The officer Lu Hsuan once said to Master Nan Ch'uan: “Heaven, earth, and I have the same root; myriad things and I are one body. This is quite marvelous.”
Nan Ch'uan pointed to a flower in the garden and replied, “People these days see this flower as a dream.”
In machine learning for cheminformatics, we often mistake the map for the territory. Random data splits are the standard for training and validation. While this approach appears objective, it lacks control over the biases inherent in chemical datasets.[1-3]
The Problem of Randomness
Biases—such as the relationship between structural similarity and bioactivity[4], or the presence of activity cliffs (where small structural changes cause large bioactivity differences)[5]—significantly influence model training. A random split obscures these critical factors, limiting our understanding of model performance under real-world conditions.
Analogue Split addresses this by introducing a controlled, biased splitting mechanism using a parameter, γ (gamma), to adjust test set composition. This approach creates a series of test sets that are explicitly designed to stress-test the model's ability to handle within-series and between-series predictions.
But a rigorous test requires a rigorous yardstick; creating a harder challenge is futile if we measure success with a broken ruler.
Gross performance metrics like accuracy and F1 score can be deceptive.[6] I advocate for biased validation because models are only as good as the data they are validated against. With Analogue Split, we take a step closer to selecting models that don't just perform well, but perform meaningfully. After all, in practice, it is not about being right; it is about being useful.
References
Acknowledgements
Special thanks to Andreas Bender, Daniel Svozil, Martin Sicho, Wim Dehaen, Ivan Čmelo, Srijit Seal, and Yoann Gloaguen for inspiring and shaping these ideas.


▸ Work request
Using the records that follow, work out how many lines hold the string "Brain" and provide that number only.

▸ Source material
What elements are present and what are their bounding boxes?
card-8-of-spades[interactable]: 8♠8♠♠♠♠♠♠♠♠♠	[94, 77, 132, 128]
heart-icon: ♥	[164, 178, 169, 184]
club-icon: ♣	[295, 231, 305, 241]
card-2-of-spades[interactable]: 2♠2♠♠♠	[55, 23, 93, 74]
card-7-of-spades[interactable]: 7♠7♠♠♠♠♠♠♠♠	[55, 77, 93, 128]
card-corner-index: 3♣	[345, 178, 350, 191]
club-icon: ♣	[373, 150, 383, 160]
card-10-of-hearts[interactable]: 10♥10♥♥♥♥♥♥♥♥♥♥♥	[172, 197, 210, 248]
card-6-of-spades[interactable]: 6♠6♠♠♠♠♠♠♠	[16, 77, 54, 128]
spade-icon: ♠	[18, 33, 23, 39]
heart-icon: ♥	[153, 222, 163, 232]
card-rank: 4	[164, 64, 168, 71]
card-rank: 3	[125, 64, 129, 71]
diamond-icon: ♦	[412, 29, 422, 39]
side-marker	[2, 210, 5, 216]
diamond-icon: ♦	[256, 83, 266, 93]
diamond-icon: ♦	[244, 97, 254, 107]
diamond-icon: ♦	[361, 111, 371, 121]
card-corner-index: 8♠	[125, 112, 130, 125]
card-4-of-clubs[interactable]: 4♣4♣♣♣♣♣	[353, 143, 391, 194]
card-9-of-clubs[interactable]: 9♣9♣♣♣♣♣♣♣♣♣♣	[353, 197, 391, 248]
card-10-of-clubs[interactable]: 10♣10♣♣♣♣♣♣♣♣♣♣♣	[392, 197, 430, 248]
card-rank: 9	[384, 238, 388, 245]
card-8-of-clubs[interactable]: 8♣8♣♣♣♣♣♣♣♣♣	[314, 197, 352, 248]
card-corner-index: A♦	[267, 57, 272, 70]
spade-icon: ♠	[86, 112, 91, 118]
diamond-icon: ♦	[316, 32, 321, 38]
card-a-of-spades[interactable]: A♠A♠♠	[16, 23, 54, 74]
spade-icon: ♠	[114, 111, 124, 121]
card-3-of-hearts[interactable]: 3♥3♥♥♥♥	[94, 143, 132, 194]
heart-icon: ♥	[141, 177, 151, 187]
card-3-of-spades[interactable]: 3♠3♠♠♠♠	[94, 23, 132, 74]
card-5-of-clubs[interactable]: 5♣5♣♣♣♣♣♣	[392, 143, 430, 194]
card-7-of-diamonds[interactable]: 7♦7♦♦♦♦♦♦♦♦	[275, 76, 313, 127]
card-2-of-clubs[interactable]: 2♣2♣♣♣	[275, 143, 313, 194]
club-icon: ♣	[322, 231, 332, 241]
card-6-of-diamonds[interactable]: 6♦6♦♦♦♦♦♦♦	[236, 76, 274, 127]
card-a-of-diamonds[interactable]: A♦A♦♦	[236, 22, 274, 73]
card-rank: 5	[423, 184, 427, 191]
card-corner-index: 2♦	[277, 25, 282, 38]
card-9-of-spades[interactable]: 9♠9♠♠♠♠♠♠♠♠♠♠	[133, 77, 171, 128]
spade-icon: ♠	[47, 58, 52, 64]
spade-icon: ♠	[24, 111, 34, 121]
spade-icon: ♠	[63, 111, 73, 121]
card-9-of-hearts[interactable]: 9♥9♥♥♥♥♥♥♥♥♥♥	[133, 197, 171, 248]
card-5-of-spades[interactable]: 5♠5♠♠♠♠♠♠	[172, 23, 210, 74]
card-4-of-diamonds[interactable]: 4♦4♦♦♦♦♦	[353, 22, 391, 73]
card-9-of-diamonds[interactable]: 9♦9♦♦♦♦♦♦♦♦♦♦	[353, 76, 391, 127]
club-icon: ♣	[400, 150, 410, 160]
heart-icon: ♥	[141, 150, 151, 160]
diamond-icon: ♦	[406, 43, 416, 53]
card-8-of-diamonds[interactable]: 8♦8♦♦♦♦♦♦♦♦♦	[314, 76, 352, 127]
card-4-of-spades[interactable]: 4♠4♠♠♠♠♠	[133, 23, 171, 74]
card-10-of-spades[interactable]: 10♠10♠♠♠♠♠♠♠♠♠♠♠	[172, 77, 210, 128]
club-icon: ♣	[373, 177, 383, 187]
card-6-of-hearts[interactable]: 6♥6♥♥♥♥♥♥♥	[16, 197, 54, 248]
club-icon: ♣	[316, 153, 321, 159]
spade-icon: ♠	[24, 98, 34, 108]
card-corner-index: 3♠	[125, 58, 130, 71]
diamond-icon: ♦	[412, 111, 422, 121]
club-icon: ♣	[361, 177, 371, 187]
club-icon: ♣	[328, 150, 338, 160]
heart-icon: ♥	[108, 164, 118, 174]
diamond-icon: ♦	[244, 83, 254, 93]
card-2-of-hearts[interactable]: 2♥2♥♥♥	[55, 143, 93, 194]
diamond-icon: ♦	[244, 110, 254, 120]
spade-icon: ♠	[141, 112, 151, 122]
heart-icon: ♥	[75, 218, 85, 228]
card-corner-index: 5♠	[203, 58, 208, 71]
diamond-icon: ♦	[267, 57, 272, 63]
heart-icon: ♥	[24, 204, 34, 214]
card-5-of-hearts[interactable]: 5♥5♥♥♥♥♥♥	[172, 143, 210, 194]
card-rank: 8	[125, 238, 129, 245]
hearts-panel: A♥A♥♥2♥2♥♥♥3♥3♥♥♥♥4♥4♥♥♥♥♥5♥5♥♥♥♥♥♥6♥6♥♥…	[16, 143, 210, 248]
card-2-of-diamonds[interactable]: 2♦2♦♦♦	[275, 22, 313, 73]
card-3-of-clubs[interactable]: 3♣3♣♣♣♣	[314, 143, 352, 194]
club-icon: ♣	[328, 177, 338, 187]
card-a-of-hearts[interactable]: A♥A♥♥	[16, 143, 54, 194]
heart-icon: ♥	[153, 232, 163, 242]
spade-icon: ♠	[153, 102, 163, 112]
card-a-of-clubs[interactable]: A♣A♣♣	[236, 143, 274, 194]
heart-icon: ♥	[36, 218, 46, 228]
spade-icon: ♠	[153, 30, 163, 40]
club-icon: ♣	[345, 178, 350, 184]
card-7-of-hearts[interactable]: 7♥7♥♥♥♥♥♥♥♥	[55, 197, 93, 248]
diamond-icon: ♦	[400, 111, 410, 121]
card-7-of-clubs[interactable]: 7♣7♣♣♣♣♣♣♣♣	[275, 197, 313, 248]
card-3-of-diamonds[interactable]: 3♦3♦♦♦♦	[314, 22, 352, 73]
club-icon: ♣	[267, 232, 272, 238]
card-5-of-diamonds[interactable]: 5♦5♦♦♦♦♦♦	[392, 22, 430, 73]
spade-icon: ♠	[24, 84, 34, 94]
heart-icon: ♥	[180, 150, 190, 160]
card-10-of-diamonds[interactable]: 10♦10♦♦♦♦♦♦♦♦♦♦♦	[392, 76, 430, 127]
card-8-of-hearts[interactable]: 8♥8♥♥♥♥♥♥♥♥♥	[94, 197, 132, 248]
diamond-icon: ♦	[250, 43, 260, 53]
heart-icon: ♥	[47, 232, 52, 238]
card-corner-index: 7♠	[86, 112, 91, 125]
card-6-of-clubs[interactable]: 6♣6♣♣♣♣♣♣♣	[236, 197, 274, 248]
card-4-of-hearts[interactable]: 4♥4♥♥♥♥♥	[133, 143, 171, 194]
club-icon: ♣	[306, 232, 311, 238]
---
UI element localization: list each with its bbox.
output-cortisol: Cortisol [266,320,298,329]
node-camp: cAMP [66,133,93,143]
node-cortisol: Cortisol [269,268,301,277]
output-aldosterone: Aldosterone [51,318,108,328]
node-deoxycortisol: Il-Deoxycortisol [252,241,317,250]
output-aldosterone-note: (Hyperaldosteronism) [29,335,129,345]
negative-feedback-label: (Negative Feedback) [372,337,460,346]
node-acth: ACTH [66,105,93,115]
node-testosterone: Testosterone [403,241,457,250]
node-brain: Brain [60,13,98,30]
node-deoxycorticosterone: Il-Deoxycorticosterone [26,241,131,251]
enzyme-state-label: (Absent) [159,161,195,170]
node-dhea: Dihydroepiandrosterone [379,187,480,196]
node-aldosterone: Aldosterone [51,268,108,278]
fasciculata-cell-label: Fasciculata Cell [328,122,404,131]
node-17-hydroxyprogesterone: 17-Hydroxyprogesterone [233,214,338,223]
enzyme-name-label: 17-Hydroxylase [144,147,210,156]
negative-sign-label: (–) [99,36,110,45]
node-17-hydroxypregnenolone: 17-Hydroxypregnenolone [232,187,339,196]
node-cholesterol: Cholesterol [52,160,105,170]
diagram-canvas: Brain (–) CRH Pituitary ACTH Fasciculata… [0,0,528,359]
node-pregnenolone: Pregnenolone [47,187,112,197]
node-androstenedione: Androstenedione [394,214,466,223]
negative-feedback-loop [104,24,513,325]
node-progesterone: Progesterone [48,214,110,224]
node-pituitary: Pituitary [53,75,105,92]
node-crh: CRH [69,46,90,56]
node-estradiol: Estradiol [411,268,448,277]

▸ Response to the exercise
2